Analysis of Eye Tracking Data from Parkinson’s Patients using Machine Learning

University essay from KTH/Skolan för elektroteknik och datavetenskap (EECS)

Abstract: Parkinson’s disease is a brain disorder associated with reduced dopamine levels in the brain, affecting cognition and motor control in the human brain. One of the motor controls that can be affected is eye movements and can therefore be critically affected in patients with Parkinson’s disease. Eye movement can be measured using eye trackers, and this data can be used for analyzing the eye movement characteristics in Parkinson’s disease. The eye movement analysis provides the possibility of diagnostics and can therefore lead to further insights into Parkinson’s disease. In this thesis, feature extraction of clinical relevance in diagnosing Parkinson’s patients from eye movement data is studied. We have used an autoencoder (AE) constructed to learn micro and macro-scaled representation for eye movements and constructed three different models. Learning of the AEs was evaluated using the F1 score, and differences were statistically assessed using the Wilcoxon sign rank test.

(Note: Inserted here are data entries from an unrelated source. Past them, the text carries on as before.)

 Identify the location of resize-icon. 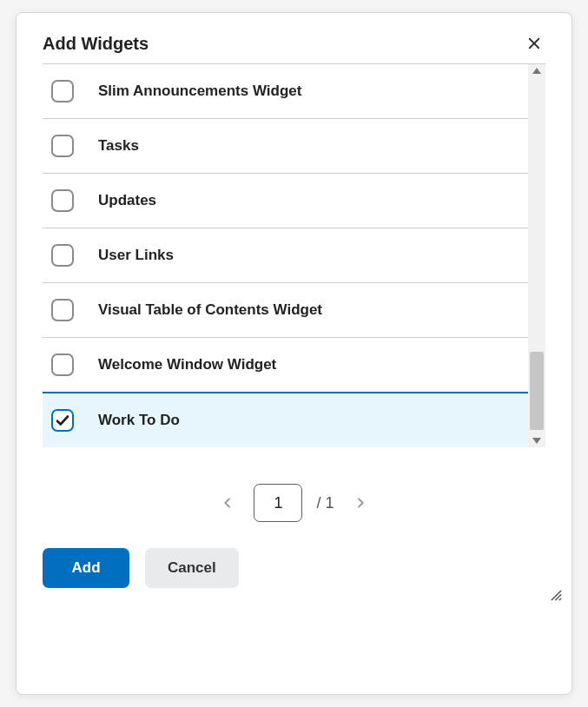
(555, 594).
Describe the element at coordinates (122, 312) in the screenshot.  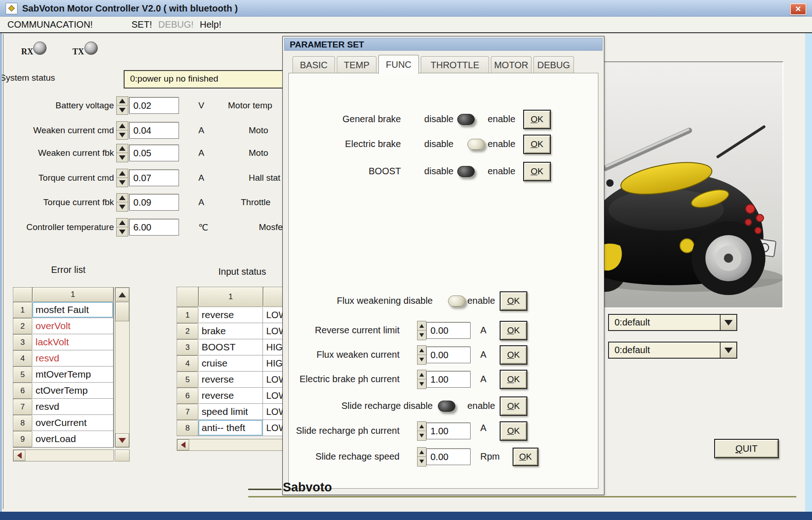
I see `scroll-thumb` at that location.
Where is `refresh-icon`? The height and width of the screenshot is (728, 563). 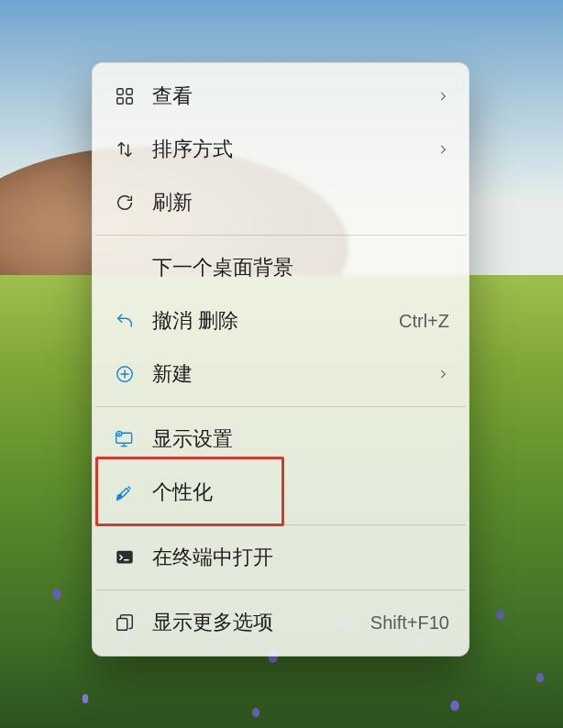
refresh-icon is located at coordinates (125, 203).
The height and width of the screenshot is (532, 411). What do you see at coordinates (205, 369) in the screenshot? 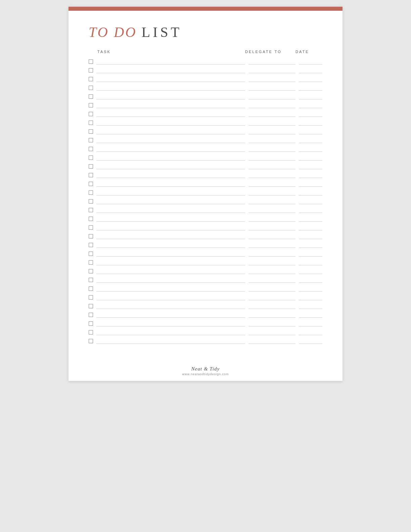
I see `footer-brand: Neat & Tidy` at bounding box center [205, 369].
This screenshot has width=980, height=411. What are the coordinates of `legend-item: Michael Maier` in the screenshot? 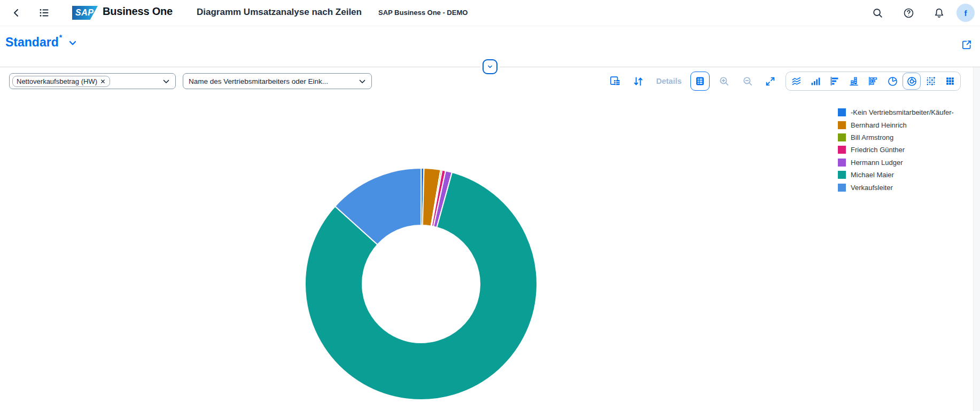 It's located at (896, 175).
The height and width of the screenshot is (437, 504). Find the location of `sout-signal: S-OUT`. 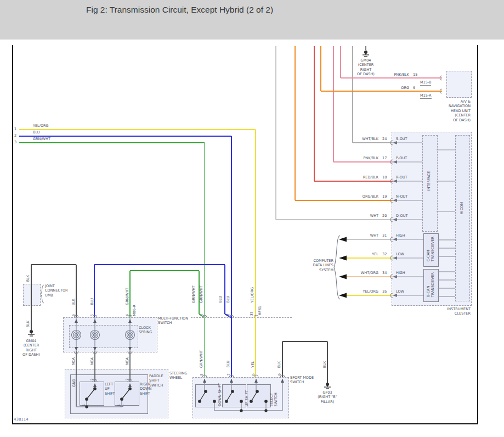

sout-signal: S-OUT is located at coordinates (401, 139).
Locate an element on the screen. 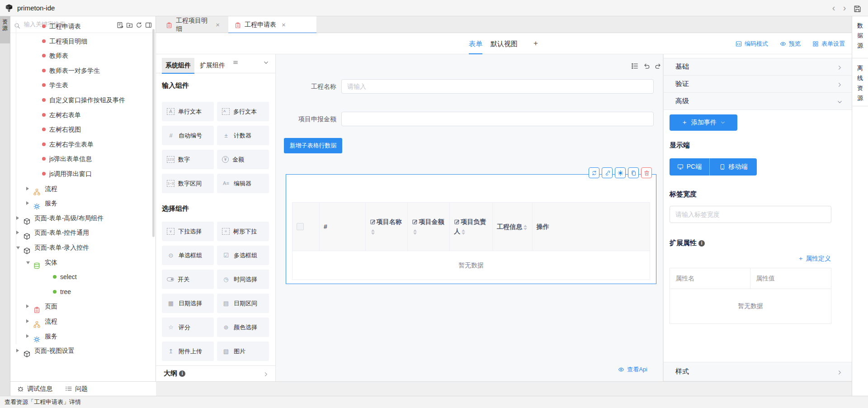  palette-item-date: ▦日期选择 is located at coordinates (188, 303).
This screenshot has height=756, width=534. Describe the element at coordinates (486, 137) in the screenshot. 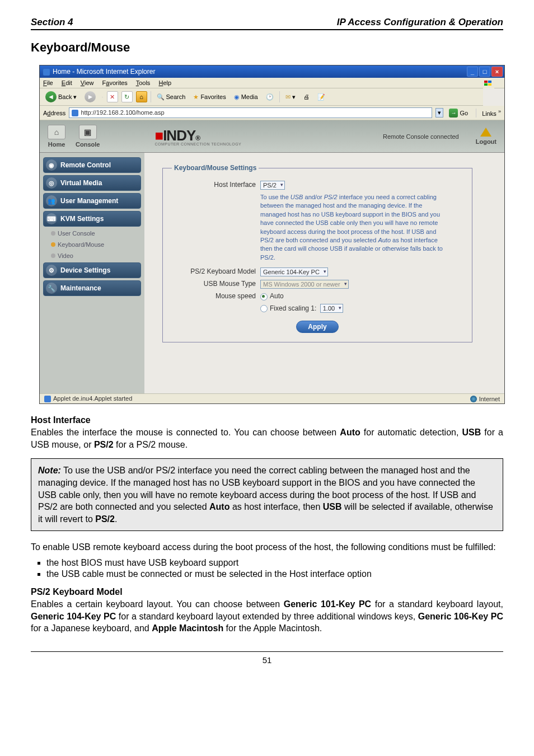

I see `logout-link: Logout` at that location.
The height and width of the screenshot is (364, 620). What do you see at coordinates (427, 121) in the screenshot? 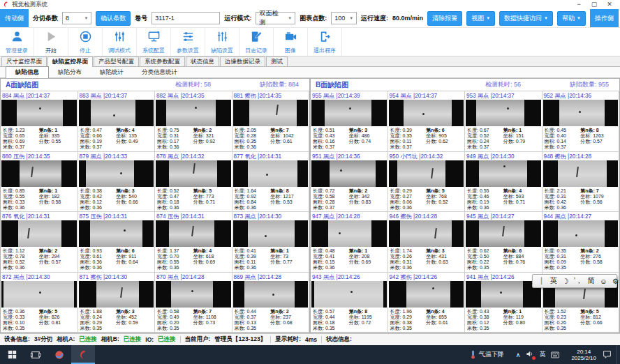
I see `defect-cell: 954 黑点 |20:14:37长度: 0.39宽度: 0.35面积: 0.11…` at bounding box center [427, 121].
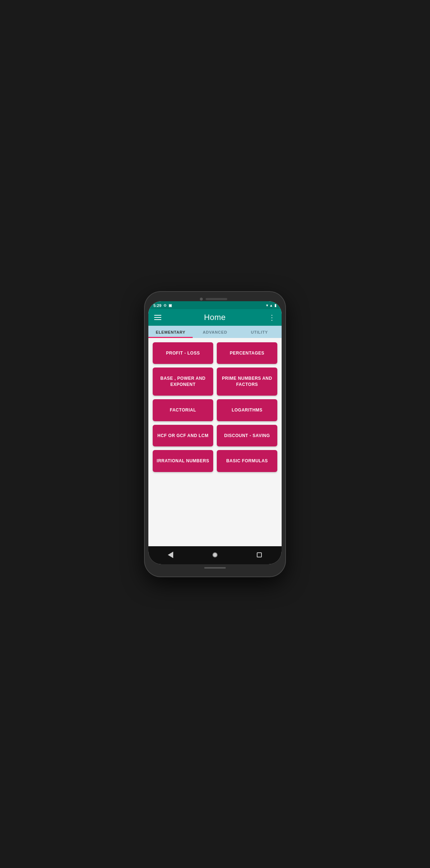 The height and width of the screenshot is (868, 430). What do you see at coordinates (259, 332) in the screenshot?
I see `tab-utility: UTILITY` at bounding box center [259, 332].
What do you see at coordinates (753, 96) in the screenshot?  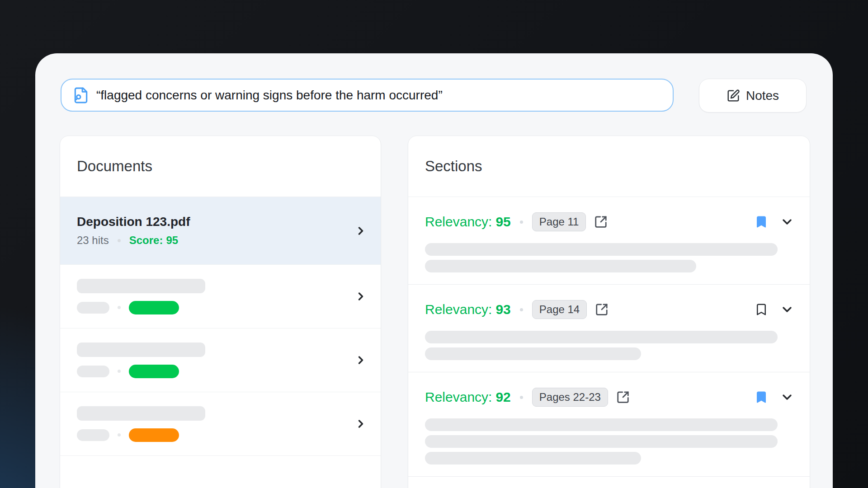 I see `notes-button: Notes` at bounding box center [753, 96].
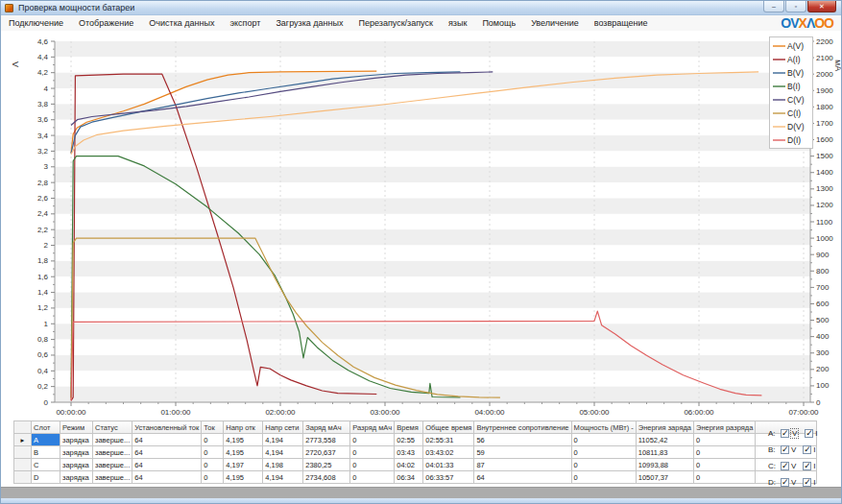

Extracted features from data based on patients and healthy subjects were visualized using t-SNE. Using the extracted features, we have measured differences in features using cosine and Mahalanobis distances. We have furthermore clustered the features using fuzzy c-means. Qualities of the generated clusters were assessed by F1-score, fuzzy partition coefficient, Dunn’s index and silhouette index. Based on successful tests using a test data set of a previous publication, we believe that the network used in this thesis has learned to represent natural eye movement from subjects allowed to move their eye freely. However, distances, visualizations, clustering all suggest that latent representations from the autoencoder do not provide a good separation of data from patients and healthy subjects. We, therefore, conclude that a micro-macro autoencoder does not suit the purpose of generating a latent representation of saccade movements of the type used in this thesis.